Describing victories is much easier than explaining why they happened. The Ottomans certainly profited from the weaknesses and confusion of their enemies. For example, their ability to expand against the Byzantines in part must be credited to the enduring harm done to Byzantium by the terrible events in 1204.

At that time, Venetians and other Crusaders occupied Constantinople and plundered it so ruthlessly that
Byzantium never regained its former strength. Also, consider the bitter rivalries among and warring between the most powerful states in the eastern Mediterranean – Venice, Byzantium, and Genoa. In addition, the
decline of the feudal order, c.

1350–1450, left many states in shambles both militarily and politically. Thus, the collapse of the once-powerful
Serbian and Bulgarian kingdoms at the very moment of Ottoman expansion into the Balkans left the road open to the invaders. Then there is the matter of the eruption of the Black Death in 1348.

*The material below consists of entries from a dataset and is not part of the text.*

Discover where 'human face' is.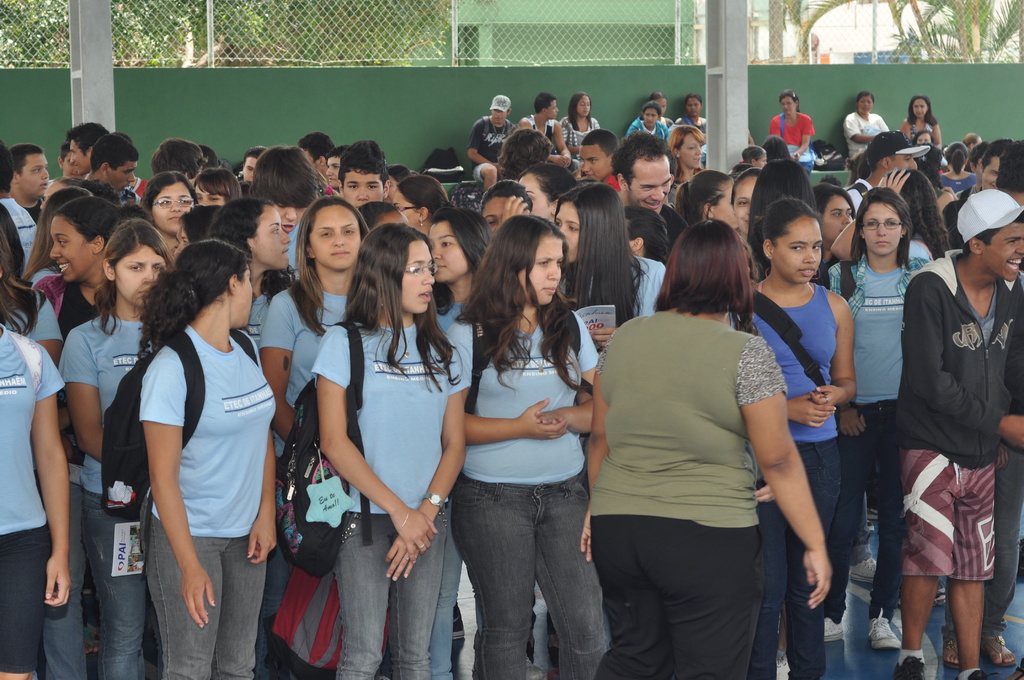
Discovered at [233, 266, 253, 328].
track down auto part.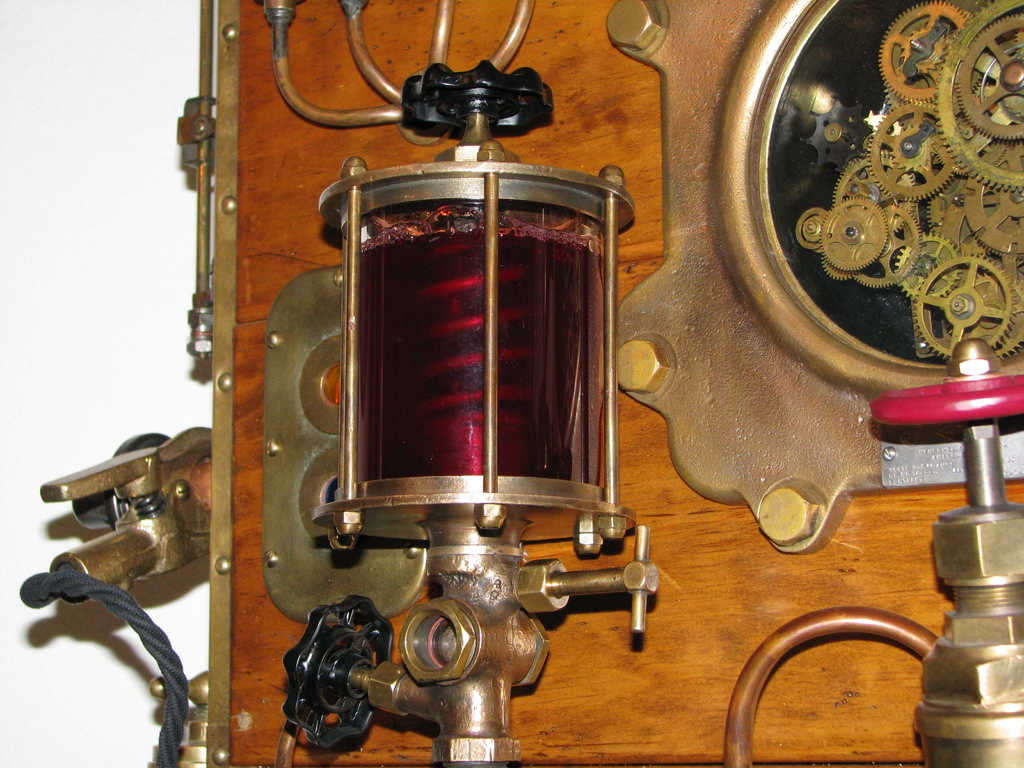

Here, historians like to argue that the plague most heavily affected urban populations,
relatively sparing the Ottomans and softening their mainly urban enemies. To counter this point, it must be said that we have no evidence on how horribly the plague struck the populous Ottoman encampments
or the towns and cities (such as Bursa, Iznik, and Izmit) already under
their control.

Moreover, such arguments ignore the repeated and terrible
plague outbreaks that later wracked Ottoman cities and, notably, undermined Mehmet the Conqueror’s efforts to repopulate Ottoman Constantinople. Such emphases on the divisions and weaknesses of enemies
and the impact of the plague underscore good fortune and downplay
Ottoman achievements by attributing success to factors outside of their
control.

It seems more useful to examine Ottoman policies and achievements –
emphasizing what they achieved by their own efforts – rather than the
mere luck they enjoyed because of their enemies’ problems. In this analysis, stress is upon the character of the Ottoman enterprise as a dynastic state, not dissimilar from European or Asian contemporaries such as the
Ming in China or England and France during the time of the Wars of
the Roses.

Like most other dynasties in recorded history, the Ottomans
relied exclusively on male heirs to perpetuate their rule (see chapter 6).
In the formal political structure of the emerging state, women nonetheless sometimes are visible. For example, Nilufer, wife of the second Ottoman ruler, Sultan Orhan (1324–1362), served as governor of a newly
conquered city. Such formal roles for women, however, seem uncommon. More usually, later Ottoman history makes it clear that the wives, mothers, and daughters of the dynasty and other leading families wielded
power, influencing and making policy through informal channels.